Sending pathology blocks and slides abroad: what to know
A written pathology report, the microscope slides, and the paraffin block itself are three different things — and which one (or which combination) you need depends entirely on what question the second opinion is actually trying to answer.
| What matters | Written report only | Slides | Paraffin block |
|---|---|---|---|
| What it lets a second pathologist do | Review the first pathologist's written interpretation — but not the tissue itself. | Directly examine the tissue's morphology under their own microscope, not just read someone else's conclusion. | Everything slides allow, plus cut new sections to run additional stains or molecular tests that weren't done originally. |
| When it's enough on its own | When the question is about the treatment plan built from an already-trusted diagnosis, not the diagnosis itself. | When the diagnosis or a specific marker needs independent confirmation. | When a marker is missing, borderline, or a newer test (that wasn't available or ordered at diagnosis) could change the plan. |
| What's needed to request it | A signed records-release request to the hospital's medical-records department. | A signed release to the pathology department specifically — a separate department from general medical records. | The same pathology-department release; some labs require a written justification for releasing the block, since it's part of the permanent medical record. |
Yes — re-review without a new biopsy is usually possible
If a receptor or biomarker result is missing, borderline, or in question, the original slides or the paraffin block can typically be sent for re-review or additional testing — in most cases without needing a new biopsy. That’s the whole point of keeping physical pathology materials rather than treating the written report as the complete record.
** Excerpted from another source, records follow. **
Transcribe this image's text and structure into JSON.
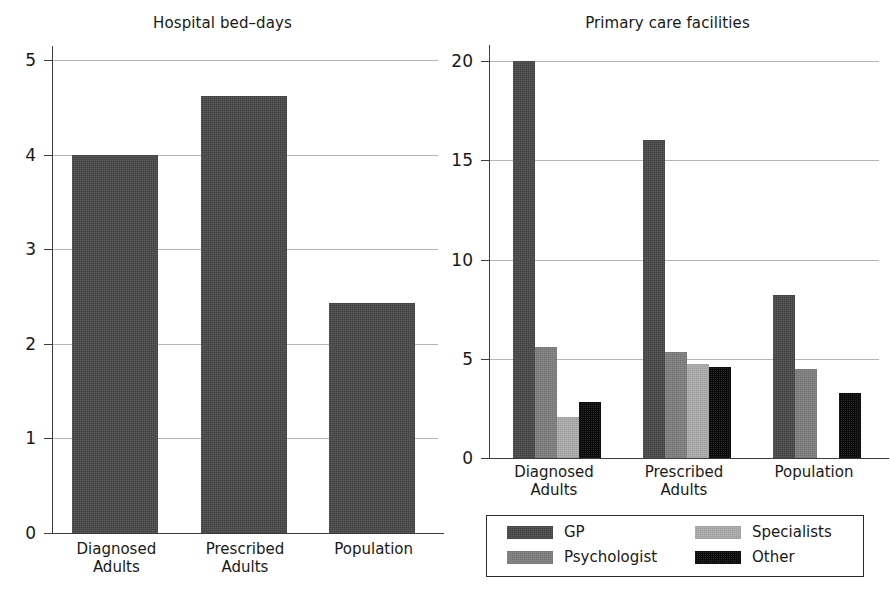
{
  "figure": {
    "background": "#ffffff",
    "bar_colors": {
      "GP": "#4a4a4a",
      "Psychologist": "#7e7e7e",
      "Specialists": "#a9a9a9",
      "Other": "#0d0d0d"
    }
  },
  "legend": {
    "position": "below-right-panel",
    "entries": [
      {
        "label": "GP",
        "color": "#4a4a4a",
        "swatch": "gp-swatch"
      },
      {
        "label": "Psychologist",
        "color": "#7e7e7e",
        "swatch": "psychologist-swatch"
      },
      {
        "label": "Specialists",
        "color": "#a9a9a9",
        "swatch": "specialists-swatch"
      },
      {
        "label": "Other",
        "color": "#0d0d0d",
        "swatch": "other-swatch"
      }
    ]
  },
  "chart_data": [
    {
      "id": "hospital-bed-days",
      "type": "bar",
      "title": "Hospital bed–days",
      "xlabel": "",
      "ylabel": "",
      "categories": [
        "Diagnosed\nAdults",
        "Prescribed\nAdults",
        "Population"
      ],
      "category_labels_flat": [
        "Diagnosed Adults",
        "Prescribed Adults",
        "Population"
      ],
      "values": [
        4.0,
        4.62,
        2.43
      ],
      "ylim": [
        0,
        5
      ],
      "yticks": [
        0,
        1,
        2,
        3,
        4,
        5
      ],
      "ytick_labels": [
        "0",
        "1",
        "2",
        "3",
        "4",
        "5"
      ],
      "grid": true,
      "legend": false,
      "series": [
        {
          "name": "bed-days",
          "color": "#4a4a4a",
          "values": [
            4.0,
            4.62,
            2.43
          ]
        }
      ]
    },
    {
      "id": "primary-care-facilities",
      "type": "bar",
      "title": "Primary care facilities",
      "xlabel": "",
      "ylabel": "",
      "categories": [
        "Diagnosed\nAdults",
        "Prescribed\nAdults",
        "Population"
      ],
      "category_labels_flat": [
        "Diagnosed Adults",
        "Prescribed Adults",
        "Population"
      ],
      "ylim": [
        0,
        20
      ],
      "yticks": [
        0,
        5,
        10,
        15,
        20
      ],
      "ytick_labels": [
        "0",
        "5",
        "10",
        "15",
        "20"
      ],
      "grid": true,
      "legend": true,
      "series": [
        {
          "name": "GP",
          "color": "#4a4a4a",
          "values": [
            20.0,
            16.0,
            8.2
          ]
        },
        {
          "name": "Psychologist",
          "color": "#7e7e7e",
          "values": [
            5.6,
            5.35,
            4.5
          ]
        },
        {
          "name": "Specialists",
          "color": "#a9a9a9",
          "values": [
            2.05,
            4.75,
            0.0
          ]
        },
        {
          "name": "Other",
          "color": "#0d0d0d",
          "values": [
            2.8,
            4.6,
            3.3
          ]
        }
      ]
    }
  ]
}
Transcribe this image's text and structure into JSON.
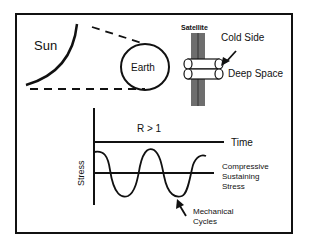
{
  "labels": {
    "sun": "Sun",
    "earth": "Earth",
    "satellite": "Satellite",
    "cold_side": "Cold Side",
    "deep_space": "Deep Space",
    "ratio": "R > 1",
    "time_axis": "Time",
    "stress_axis": "Stress",
    "compressive_line1": "Compressive",
    "compressive_line2": "Sustaining",
    "compressive_line3": "Stress",
    "mechanical_line1": "Mechanical",
    "mechanical_line2": "Cycles"
  },
  "colors": {
    "stroke": "#111111",
    "satellite_body": "#6e6e6e",
    "background": "#ffffff"
  }
}
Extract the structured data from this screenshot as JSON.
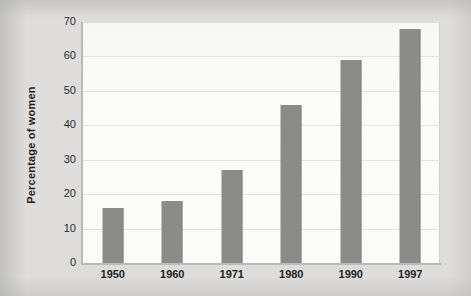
{
  "chart_data": {
    "type": "bar",
    "title": "",
    "subtitle": "",
    "xlabel": "",
    "ylabel": "Percentage of women",
    "categories": [
      "1950",
      "1960",
      "1971",
      "1980",
      "1990",
      "1997"
    ],
    "values": [
      16,
      18,
      27,
      46,
      59,
      68
    ],
    "series": [
      {
        "name": "Percentage of women",
        "values": [
          16,
          18,
          27,
          46,
          59,
          68
        ]
      }
    ],
    "ylim": [
      0,
      70
    ],
    "ytick_labels": [
      "0",
      "10",
      "20",
      "30",
      "40",
      "50",
      "60",
      "70"
    ],
    "ytick_values": [
      0,
      10,
      20,
      30,
      40,
      50,
      60,
      70
    ],
    "grid": true,
    "legend": false,
    "legend_position": "none",
    "colors": {
      "bar": "#8b8b8a",
      "plot_background": "#fbfbfa",
      "page_background": "#dedddb",
      "axis": "#b9b9b7",
      "gridline": "#e1e1df",
      "text": "#1e1e1e"
    }
  }
}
How labs release materials
Pathology departments generally require a signed release request — separate from a general medical-records request — identifying exactly what’s being asked for (report, specific slides, or the block) and where it should go. Processes and turnaround vary by institution, so the department itself is the only reliable source for exact requirements and timing.
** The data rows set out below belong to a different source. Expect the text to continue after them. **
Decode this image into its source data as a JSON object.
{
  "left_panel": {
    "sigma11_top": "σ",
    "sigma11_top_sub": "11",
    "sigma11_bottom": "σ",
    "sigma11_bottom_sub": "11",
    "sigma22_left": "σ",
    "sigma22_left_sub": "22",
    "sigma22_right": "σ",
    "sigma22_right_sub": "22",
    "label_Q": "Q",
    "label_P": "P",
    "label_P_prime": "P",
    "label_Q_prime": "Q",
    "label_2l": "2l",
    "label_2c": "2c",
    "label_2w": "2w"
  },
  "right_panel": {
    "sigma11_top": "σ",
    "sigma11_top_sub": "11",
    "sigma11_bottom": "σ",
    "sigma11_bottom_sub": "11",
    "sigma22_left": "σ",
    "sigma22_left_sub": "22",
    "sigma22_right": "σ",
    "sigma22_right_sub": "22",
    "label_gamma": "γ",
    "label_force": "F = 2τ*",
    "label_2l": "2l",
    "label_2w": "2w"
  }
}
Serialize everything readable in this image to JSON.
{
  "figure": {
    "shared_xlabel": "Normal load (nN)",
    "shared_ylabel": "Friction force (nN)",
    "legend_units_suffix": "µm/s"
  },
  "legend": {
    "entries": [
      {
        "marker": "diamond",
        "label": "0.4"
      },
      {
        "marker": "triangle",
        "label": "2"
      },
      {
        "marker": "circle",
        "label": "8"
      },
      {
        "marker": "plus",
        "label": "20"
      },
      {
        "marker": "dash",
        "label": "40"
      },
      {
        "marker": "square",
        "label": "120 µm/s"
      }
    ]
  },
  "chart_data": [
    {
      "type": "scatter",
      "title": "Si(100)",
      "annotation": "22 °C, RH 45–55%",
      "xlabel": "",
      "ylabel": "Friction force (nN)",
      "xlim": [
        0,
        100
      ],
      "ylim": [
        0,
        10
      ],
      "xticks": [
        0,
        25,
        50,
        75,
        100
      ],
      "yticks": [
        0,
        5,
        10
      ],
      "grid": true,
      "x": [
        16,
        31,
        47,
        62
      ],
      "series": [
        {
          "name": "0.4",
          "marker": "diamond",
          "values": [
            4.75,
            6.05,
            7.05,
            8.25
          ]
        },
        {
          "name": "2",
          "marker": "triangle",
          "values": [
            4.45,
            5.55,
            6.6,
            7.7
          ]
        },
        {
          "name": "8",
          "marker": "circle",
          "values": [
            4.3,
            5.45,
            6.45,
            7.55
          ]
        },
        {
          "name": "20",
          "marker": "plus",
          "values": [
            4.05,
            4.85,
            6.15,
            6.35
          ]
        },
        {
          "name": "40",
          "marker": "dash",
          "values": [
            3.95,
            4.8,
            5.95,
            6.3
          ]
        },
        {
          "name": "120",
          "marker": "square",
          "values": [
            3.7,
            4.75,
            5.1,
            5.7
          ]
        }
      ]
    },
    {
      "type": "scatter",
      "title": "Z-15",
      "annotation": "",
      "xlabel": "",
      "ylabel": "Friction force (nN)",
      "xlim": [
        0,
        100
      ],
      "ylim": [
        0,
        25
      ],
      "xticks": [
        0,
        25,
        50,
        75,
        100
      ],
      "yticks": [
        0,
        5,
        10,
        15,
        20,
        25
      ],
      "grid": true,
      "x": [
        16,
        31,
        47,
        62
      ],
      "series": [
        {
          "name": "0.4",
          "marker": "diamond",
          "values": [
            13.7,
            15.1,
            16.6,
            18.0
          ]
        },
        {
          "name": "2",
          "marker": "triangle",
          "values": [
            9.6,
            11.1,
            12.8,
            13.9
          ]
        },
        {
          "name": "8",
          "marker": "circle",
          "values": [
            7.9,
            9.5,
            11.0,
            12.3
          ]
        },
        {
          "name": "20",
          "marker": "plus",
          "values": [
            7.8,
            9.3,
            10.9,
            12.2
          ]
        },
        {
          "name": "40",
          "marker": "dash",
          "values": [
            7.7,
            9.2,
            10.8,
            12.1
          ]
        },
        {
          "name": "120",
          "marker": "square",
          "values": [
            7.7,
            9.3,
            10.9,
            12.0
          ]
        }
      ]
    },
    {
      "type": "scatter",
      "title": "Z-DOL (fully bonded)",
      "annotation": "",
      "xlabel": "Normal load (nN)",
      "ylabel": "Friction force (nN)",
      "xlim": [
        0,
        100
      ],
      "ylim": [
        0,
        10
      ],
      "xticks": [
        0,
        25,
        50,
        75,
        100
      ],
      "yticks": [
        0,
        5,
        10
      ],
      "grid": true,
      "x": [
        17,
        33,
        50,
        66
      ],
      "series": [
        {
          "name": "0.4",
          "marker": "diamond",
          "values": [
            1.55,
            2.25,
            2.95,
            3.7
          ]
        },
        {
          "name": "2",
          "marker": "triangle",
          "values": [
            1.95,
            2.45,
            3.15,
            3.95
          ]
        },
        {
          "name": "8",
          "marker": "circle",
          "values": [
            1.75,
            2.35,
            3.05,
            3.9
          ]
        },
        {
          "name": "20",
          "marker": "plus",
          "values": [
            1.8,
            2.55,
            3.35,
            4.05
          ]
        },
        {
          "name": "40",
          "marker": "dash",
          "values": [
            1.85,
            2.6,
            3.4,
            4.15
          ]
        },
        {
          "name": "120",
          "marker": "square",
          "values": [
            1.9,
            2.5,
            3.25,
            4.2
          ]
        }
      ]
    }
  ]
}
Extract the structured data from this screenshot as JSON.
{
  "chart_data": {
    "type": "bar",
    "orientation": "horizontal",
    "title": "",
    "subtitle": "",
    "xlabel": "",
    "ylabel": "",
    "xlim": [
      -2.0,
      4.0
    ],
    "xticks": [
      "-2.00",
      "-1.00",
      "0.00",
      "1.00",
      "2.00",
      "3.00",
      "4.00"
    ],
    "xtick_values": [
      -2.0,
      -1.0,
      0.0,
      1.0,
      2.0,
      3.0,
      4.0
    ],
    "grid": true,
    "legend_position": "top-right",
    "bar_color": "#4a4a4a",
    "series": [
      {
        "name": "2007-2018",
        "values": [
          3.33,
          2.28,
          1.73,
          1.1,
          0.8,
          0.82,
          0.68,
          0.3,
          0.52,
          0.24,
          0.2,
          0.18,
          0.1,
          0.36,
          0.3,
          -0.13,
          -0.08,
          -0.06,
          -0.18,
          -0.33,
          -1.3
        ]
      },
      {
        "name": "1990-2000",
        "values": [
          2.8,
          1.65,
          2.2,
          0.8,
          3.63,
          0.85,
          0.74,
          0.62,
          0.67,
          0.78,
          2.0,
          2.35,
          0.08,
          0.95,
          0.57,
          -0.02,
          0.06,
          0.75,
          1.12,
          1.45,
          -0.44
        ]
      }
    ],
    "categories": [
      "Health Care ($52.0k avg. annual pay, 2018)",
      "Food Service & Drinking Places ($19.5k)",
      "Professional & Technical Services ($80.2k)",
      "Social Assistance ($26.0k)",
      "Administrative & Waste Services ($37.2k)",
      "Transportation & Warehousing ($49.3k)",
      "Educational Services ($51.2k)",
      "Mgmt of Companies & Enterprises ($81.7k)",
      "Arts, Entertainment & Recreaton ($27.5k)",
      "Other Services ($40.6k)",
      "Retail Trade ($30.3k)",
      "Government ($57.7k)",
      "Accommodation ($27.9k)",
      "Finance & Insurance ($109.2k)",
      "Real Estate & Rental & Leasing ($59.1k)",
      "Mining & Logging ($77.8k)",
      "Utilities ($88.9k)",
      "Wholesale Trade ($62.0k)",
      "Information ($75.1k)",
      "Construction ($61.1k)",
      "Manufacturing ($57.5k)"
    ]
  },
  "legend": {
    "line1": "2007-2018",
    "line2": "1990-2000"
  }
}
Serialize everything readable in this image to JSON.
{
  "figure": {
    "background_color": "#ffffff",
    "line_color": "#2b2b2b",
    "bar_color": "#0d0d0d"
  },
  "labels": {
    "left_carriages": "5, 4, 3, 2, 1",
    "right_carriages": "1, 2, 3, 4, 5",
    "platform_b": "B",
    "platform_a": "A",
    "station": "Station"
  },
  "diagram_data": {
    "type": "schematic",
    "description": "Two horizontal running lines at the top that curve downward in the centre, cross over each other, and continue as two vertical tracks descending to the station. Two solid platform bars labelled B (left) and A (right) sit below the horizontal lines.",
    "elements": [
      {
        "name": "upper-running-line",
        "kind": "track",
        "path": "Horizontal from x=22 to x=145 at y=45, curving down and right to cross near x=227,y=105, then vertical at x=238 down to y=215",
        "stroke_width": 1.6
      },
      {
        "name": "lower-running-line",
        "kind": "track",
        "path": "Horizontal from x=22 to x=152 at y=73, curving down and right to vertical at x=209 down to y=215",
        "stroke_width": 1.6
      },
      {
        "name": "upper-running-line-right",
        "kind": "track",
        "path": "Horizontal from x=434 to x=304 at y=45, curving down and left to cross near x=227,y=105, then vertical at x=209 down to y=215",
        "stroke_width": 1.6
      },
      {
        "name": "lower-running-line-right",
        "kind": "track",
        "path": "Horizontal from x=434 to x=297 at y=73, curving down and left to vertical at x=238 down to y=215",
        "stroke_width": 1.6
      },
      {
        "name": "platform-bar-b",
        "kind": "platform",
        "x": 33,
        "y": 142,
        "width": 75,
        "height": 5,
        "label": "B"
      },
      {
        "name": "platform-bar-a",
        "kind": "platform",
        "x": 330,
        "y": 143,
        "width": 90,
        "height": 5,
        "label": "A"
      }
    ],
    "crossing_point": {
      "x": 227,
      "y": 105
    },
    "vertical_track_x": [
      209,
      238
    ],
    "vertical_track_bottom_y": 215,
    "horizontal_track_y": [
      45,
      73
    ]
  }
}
Questions to ask the pathology department
- What exactly can be released — report, slides, block, or some combination?
- What's the expected turnaround once a signed release is received?
- Is there a fee, and does the department handle courier arrangements or leave that to us?
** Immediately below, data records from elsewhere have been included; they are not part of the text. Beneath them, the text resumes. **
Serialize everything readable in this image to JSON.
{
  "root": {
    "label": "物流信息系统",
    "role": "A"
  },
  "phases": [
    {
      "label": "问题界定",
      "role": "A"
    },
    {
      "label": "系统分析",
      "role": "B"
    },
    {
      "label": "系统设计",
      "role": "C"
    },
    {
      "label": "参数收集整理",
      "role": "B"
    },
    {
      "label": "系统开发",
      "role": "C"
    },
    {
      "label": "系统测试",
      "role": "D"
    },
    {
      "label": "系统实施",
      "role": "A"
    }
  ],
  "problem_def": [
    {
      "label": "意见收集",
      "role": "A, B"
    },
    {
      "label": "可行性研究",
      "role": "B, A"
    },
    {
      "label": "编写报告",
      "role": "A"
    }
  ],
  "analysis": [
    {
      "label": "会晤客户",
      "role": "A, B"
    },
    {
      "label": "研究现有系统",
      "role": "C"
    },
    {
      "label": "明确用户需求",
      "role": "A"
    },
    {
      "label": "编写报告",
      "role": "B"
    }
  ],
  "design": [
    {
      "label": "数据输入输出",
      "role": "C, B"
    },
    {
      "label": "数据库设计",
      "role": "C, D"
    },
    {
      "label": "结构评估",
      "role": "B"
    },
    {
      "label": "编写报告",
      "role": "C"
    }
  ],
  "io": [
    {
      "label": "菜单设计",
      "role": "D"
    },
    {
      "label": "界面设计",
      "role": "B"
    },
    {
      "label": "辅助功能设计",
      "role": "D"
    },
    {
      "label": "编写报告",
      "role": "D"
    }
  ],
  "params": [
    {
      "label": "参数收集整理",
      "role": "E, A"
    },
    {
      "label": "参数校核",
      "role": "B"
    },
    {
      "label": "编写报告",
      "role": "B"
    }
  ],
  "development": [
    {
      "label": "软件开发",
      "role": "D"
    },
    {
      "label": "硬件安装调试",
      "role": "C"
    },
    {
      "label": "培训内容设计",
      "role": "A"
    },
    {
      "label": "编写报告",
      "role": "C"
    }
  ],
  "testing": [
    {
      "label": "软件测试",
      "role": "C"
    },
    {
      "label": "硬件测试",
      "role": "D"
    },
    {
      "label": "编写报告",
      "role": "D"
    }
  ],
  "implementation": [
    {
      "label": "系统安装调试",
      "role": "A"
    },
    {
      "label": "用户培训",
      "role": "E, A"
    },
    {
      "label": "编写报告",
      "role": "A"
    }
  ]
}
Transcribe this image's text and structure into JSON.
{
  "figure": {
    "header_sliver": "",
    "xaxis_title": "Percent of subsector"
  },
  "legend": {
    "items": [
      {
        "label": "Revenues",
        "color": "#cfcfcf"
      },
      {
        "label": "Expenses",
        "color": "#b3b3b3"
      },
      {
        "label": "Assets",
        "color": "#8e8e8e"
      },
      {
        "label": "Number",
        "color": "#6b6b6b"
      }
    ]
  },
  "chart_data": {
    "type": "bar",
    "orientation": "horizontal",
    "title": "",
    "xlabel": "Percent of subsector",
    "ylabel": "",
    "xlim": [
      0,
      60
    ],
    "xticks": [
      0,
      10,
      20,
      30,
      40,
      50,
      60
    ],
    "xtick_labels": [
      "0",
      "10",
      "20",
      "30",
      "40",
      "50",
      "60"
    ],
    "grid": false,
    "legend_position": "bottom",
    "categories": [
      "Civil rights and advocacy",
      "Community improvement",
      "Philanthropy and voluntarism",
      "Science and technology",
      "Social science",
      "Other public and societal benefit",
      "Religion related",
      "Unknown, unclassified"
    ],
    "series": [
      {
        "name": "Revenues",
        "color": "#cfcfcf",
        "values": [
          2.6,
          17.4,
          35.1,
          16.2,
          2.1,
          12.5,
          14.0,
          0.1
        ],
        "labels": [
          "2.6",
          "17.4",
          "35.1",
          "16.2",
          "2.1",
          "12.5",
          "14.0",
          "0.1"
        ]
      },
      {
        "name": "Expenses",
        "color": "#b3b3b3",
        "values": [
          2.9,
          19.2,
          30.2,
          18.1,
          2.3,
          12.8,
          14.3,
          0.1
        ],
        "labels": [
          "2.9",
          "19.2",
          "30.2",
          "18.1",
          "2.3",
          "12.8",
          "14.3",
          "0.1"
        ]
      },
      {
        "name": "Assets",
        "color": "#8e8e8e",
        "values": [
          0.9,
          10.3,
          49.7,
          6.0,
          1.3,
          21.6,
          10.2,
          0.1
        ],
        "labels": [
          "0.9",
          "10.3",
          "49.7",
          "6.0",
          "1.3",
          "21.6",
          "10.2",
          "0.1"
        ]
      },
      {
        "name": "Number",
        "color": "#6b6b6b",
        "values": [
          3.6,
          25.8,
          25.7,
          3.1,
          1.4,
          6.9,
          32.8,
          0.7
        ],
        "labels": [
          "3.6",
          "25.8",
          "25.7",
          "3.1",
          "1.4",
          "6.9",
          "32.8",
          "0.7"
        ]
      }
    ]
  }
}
- Is the block returnable afterward, or is it retained permanently once released?
Courier basics and getting materials back
Paraffin blocks and prepared slides are stable at room temperature, unlike frozen specimens — standard courier services handle this routinely. Always request tracking and a delivery confirmation. Because slides and blocks are part of your permanent medical record, many institutions expect (or legally require) that borrowed originals eventually be returned — ask about the return process before you send anything, not after.